Registerfly.com expressly reserves the right to deny acceptance of your subscription, cancel your account or transfer your domain ownership back to you. We also reserve the right to disclose your information when required by law(court orders, subpoenas, official government inquiries). In the event of being named as defendant in any civil, criminal or legal related proceedings, the whois protection service for the affected domain will be terminated and the ownership information will transfer back to you. All verified spam complaints will result in your Protectfly service being terminated, consequently your domain ownership information will revert back to yours. Additional regulations for spam abuse are available via our TOS.

So it seems to boil down to this. You pay your fee. You get some modicum of protection from your name but when push comes to shove you won't have anonymity. The true irony comes in when one takes the whole of online services together. Across the spectrum we have people using a free service whose information is kept private even from their loved ones after their death and a living breathing person paying for a privacy service whose identity is revealed to adverse parties with seemingly little coercion.

Aug
15
2005

Fact checking please

Perfect timing. Listening to a podcast this morning I was heartened to hear Amber Mac tell Mac Cast listeners about the importance of the editor to users. Way too much hype is out there about "unfiltered" being better. In the real world people only have so many hours in a day and don't have time for unfiltered content. Last week I mentioned why this makes Google's news feeds so great to feed into my newsreader.

Today is another prime example. TNL.net says in a story "I did not expect I would end up getting something that few others are aware of and maybe even a scoop." Maybe. Well several people who should know better like Doc Searls, Phillip Torrone and Dave Winer all announce the news as well.

Here's the thing, a quick Google (or any search engine) search would have pointed out that The Mac Observer had this story two plus months ago. On June 9th TMO's story provided not only the tidbit from TNL's blog but the back-story on how NPR's decision in January was made into the most inconvenient mess for Audible users.
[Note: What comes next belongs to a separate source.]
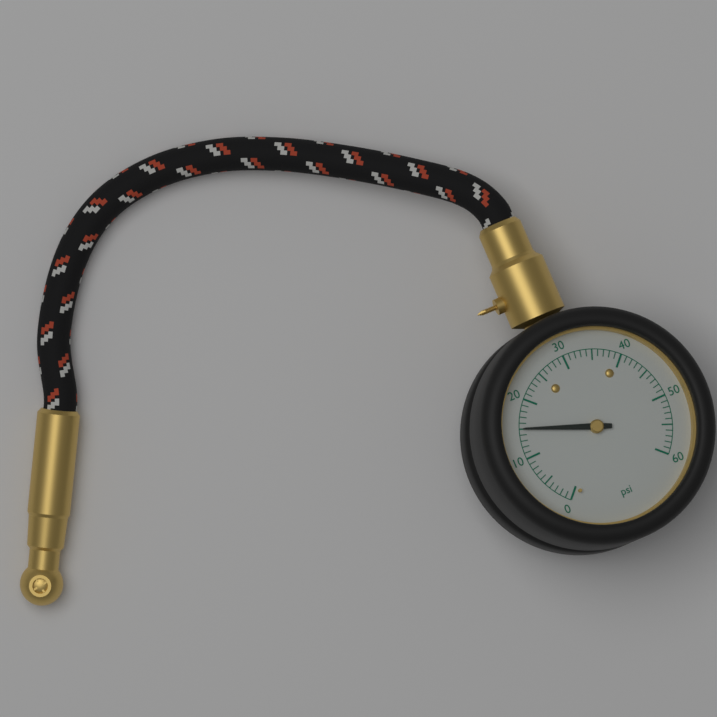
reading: 15 psi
Unfortunately as good as the blogosphere is there are all too often times where it produces yesterday's last month's news as a current story. Then the echo chamber picks it up and runs.

Aug
14
2005

XMLRPC vs. Direcway Web Acceleration

Searching for any recent work on the DirecWay XML-RPC problem I came across a WordPress post. When I looked into the problem last spring, however, the problem seems to be with DirecWay's Web Acceleration product. Reboot the modem (thereby killing the accelerator) and XML-RPC calls work fine. Wait for the accelerator service to start and the XML-RPC calls fail regularly.

Maybe someday in the future DirecWay will fix this problem with their service. Or maybe someday rural customers won't be held hostage by this truly poor service provider.